The FDA has issued an authorization for emergency use.

That’s nice, considering how much we’ve been fighting red tape since this started. But early results have been encouraging. Italy and France have been not just allowing, but prescribing it.

[Update a while later]

No, Dan Diamond at Politico, there is not “scant evidence.” But you just keep being garbage.

[Update a few minutes later]

It’s not enough that we have to fight the virus; we have to continue to fight the FDA.

I agree with Glenn: “The thing is, Trump can intervene in these things, but there’s still delay, and there’s only so much a President can do to chivvy along the bureaucracy. I think he should announce that he’ll have a team of managers from outside government evaluate the performance of the FDA, CDC, NIH when this is over, with those found to have under-performed to be sacked.”

Bureaucracy can be just as deadly as a virus. The good news is that all of this is feeding the public’s desire to drain the DC swamp.

They’ll get to have a say in November.

[Update a couple minutes later]

Trump is slashing red tape again like he was 39.

[Update late morning]

Speaking of garbage journalism, read the latest from Treacher: “I can’t even imagine what poor Yamiche Alcindor from the PBS NewsHour is going through right now. It really puts my own petty concerns into perspective.”

I have to say that one of the people in whom I’ve been most disappointed in terms of TDS is S. E. Cupp. I used to have a lot of respect for her.

[Update a few minutes later]

[Noon update]

To get back to the original post topic, a doctor in New York has successfully treated almost 700 patients with no failures.

This might really be the magic bullet.
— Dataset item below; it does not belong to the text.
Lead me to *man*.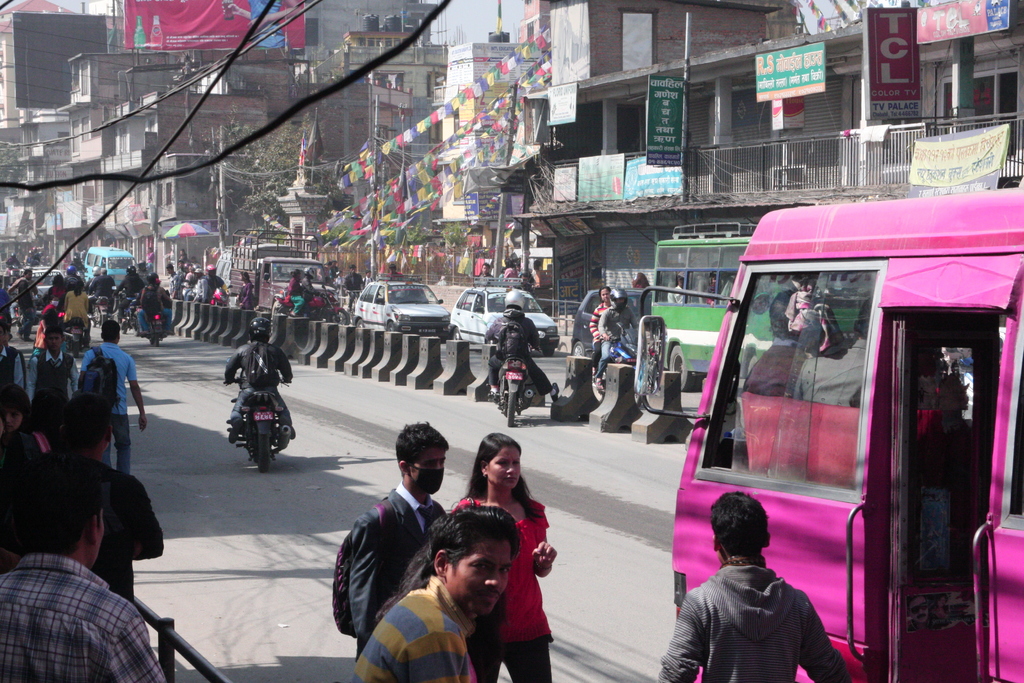
Lead to 0:391:166:599.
If it’s prophylactic, the key is to ramp up production immediately, to get the economy going again.

[Update mid afternoon]

A Brita filter for blood.

This could have saved a lot of people a century ago; let’s hope it helps now.

Lockdown

Is it inevitable, and soon? It’s a good idea to prepare, but I don’t think it will be necessary. In any event, unless we cancel tomorrow’s fumigation, we have to leave the house until Monday.

[Update later morning]

If this is true, it’s great news. The case-fatality rate may be only a tenth of a percent.

[Update mid-afternoon]

This is stupid. How do these people expect the needed goods to be moved with the war on truckers?

[Update Friday morning]

More on the trucker’s plight.

[Update a few minutes later]

I’d been needing a haircut, but put it off too long, I guess (I always procrastinate, because I hate getting haircuts). Other than the impact on the proprietors’ businesses, no one will suffer from not getting a tattoo, but hair grows.

[Bumped]

California

…is a cruel, medieval state.

As a resident, I can attest. Not sure how much longer we’ll stay here, though there are signs that perhaps the Democrats have overreached.

What they don’t tell you, of course, is that while the state is technically in surplus currently, it has unfunded liabilities of hundreds of billions in pensions. California is a poster child for what happens when you let uninformed innumerate idiots vote.